[Records from a dataset]
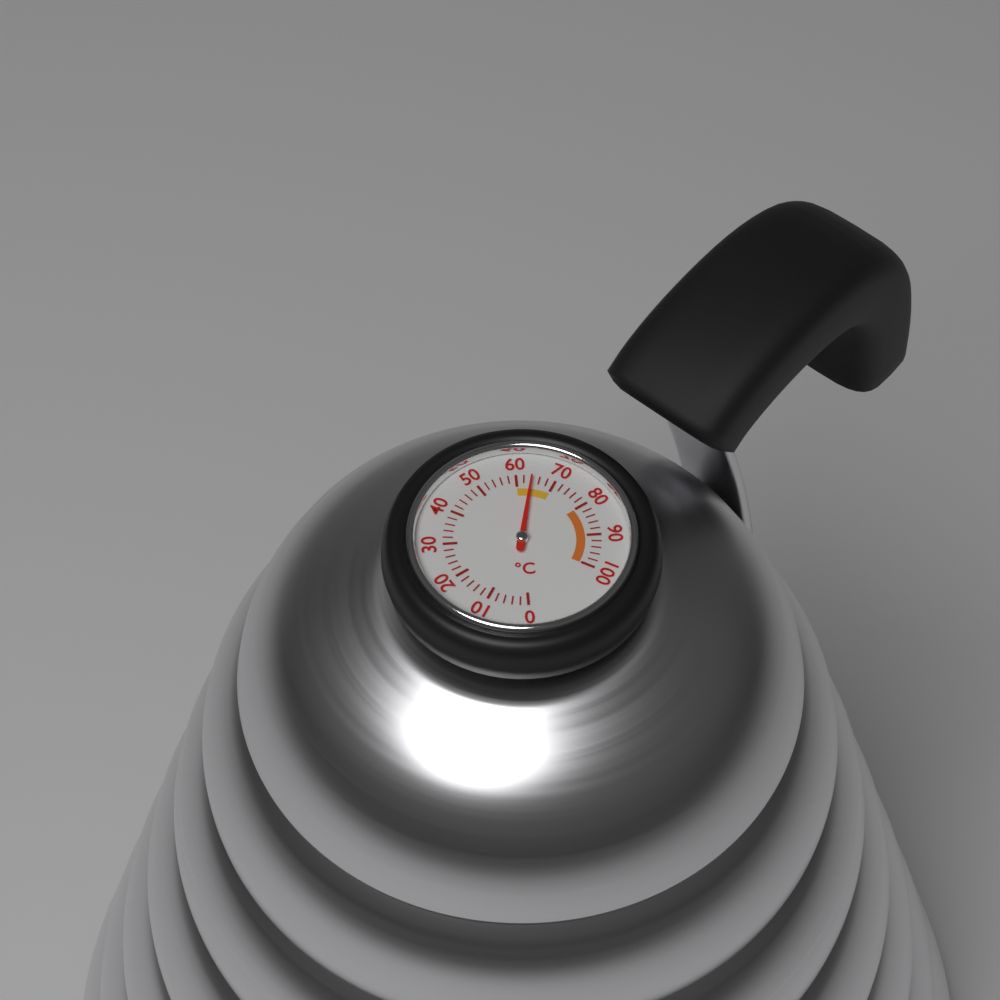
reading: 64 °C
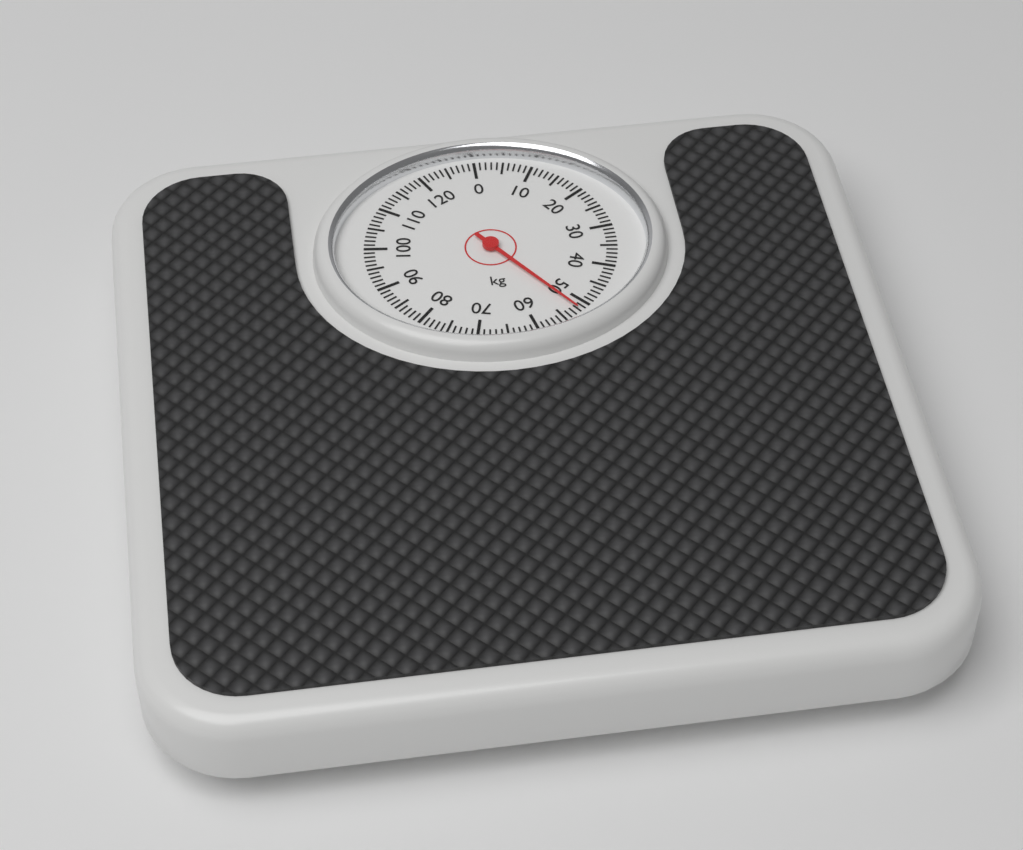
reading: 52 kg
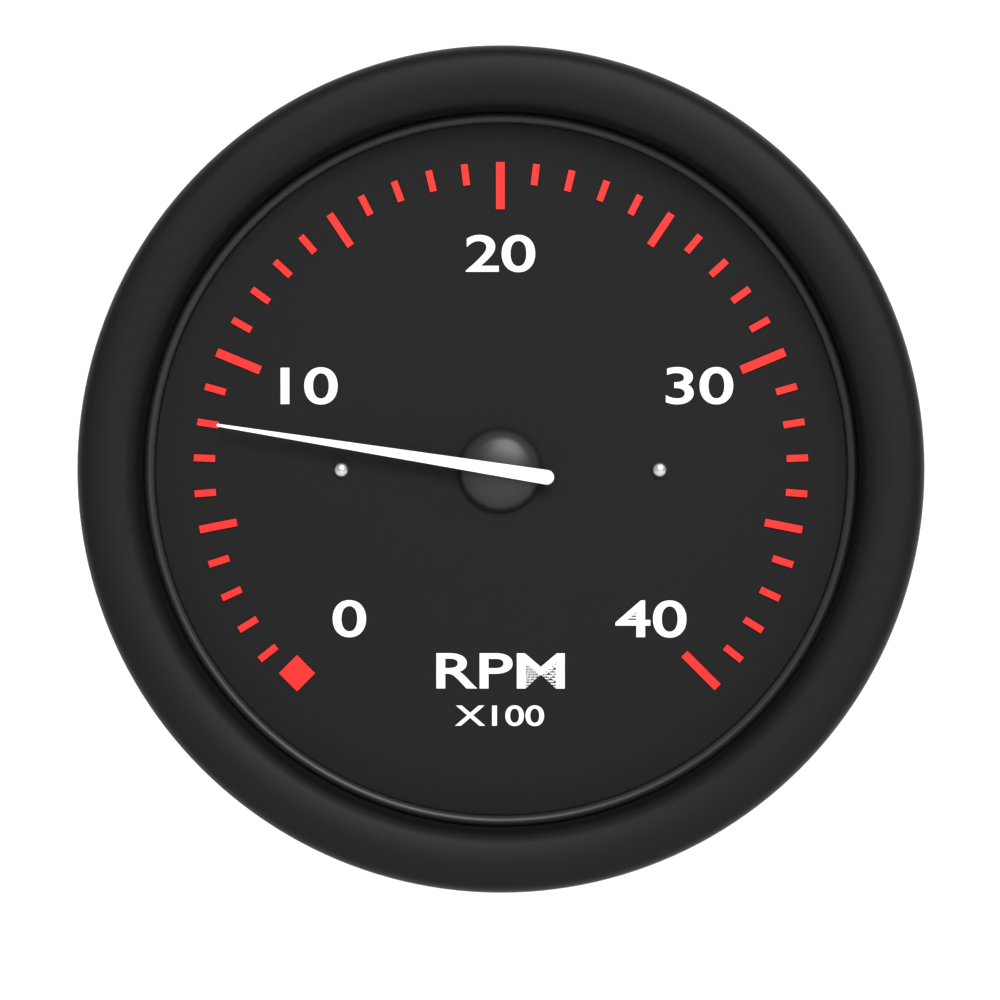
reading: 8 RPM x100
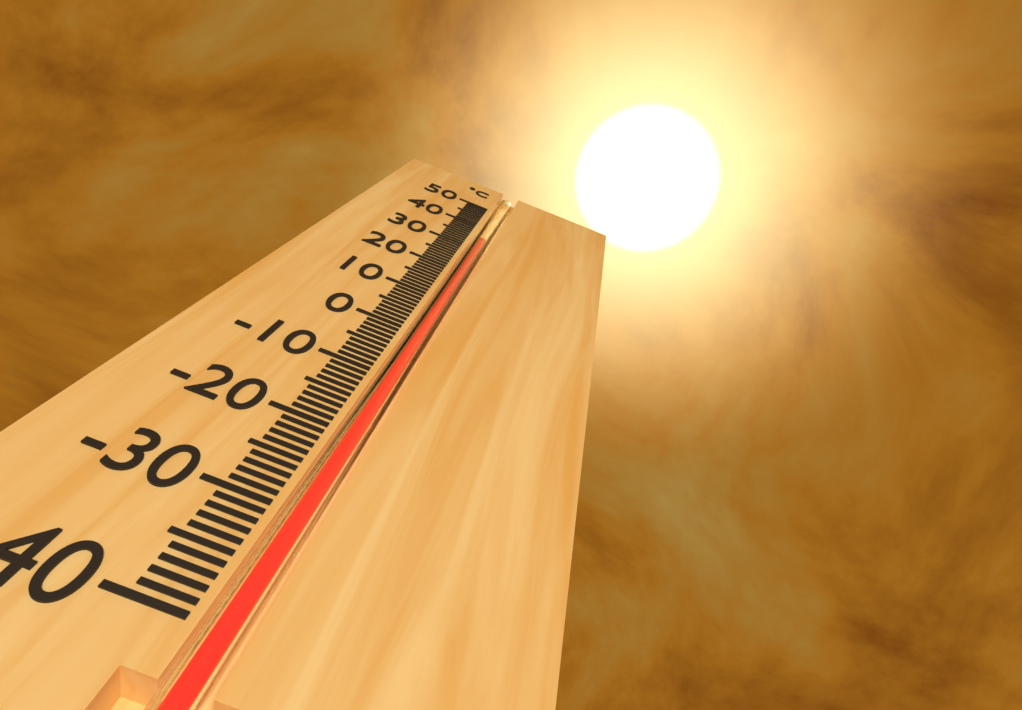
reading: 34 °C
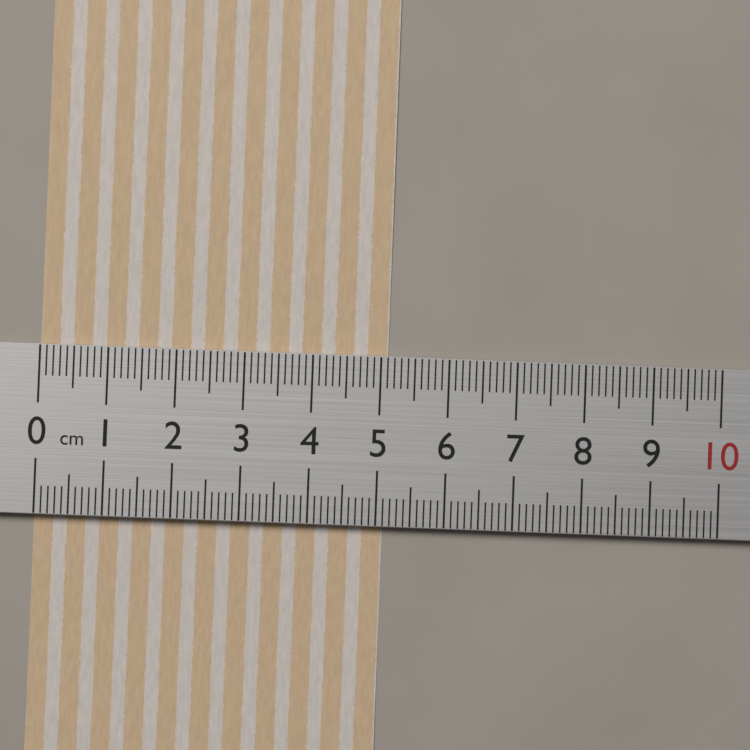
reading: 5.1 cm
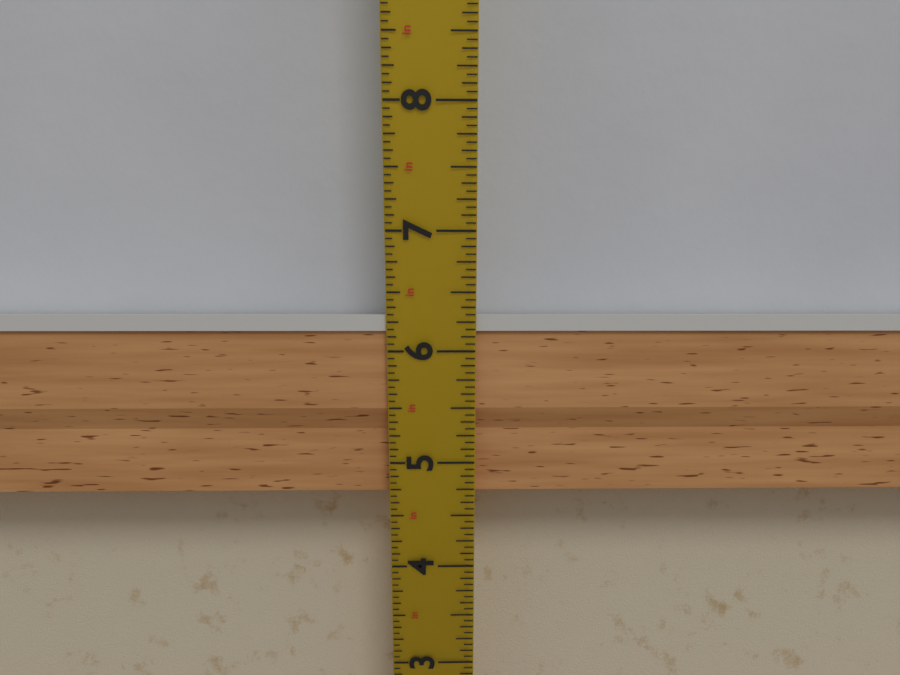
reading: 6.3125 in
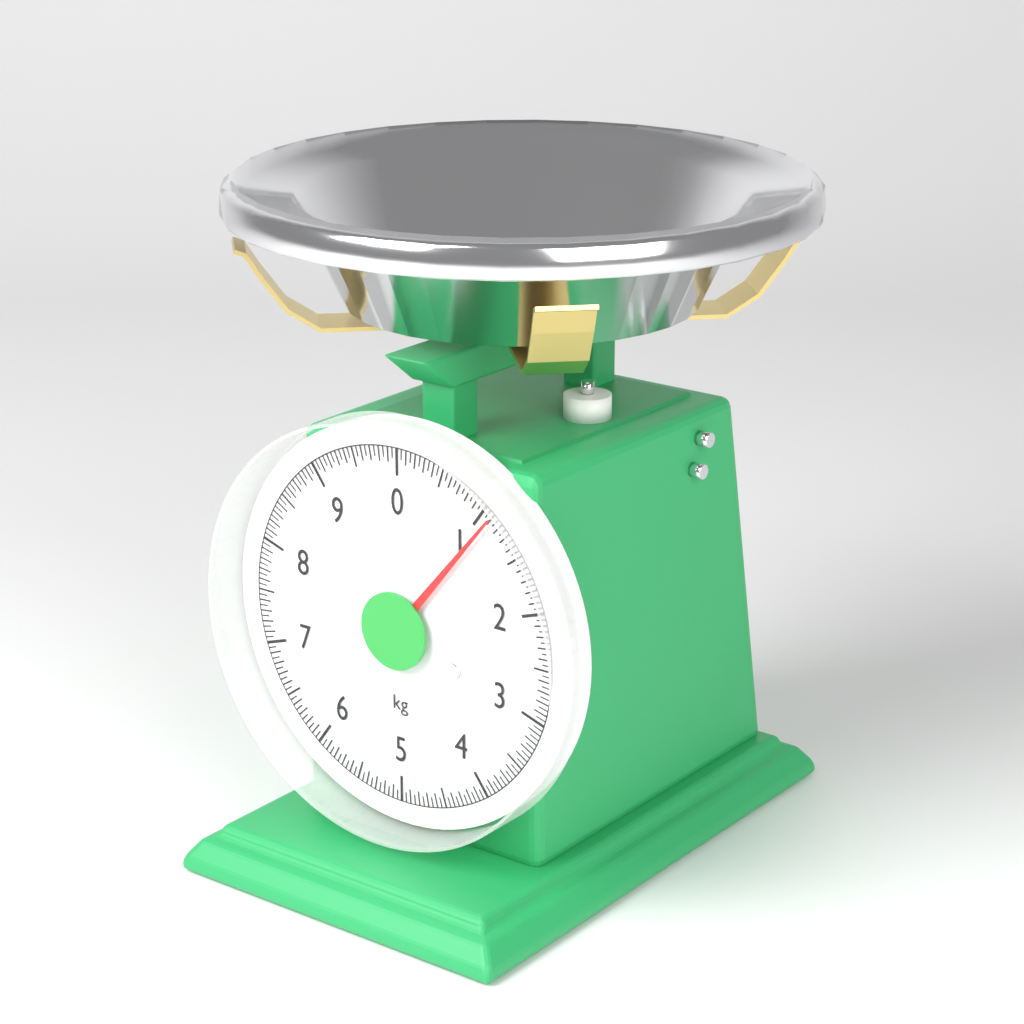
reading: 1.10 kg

Your instructions: Set down a word-for-word copy of the records, dropping any picture.

Task answer:
reading: 64 °C
reading: 52 kg
reading: 8 RPM x100
reading: 34 °C
reading: 5.1 cm
reading: 6.3125 in
reading: 1.10 kg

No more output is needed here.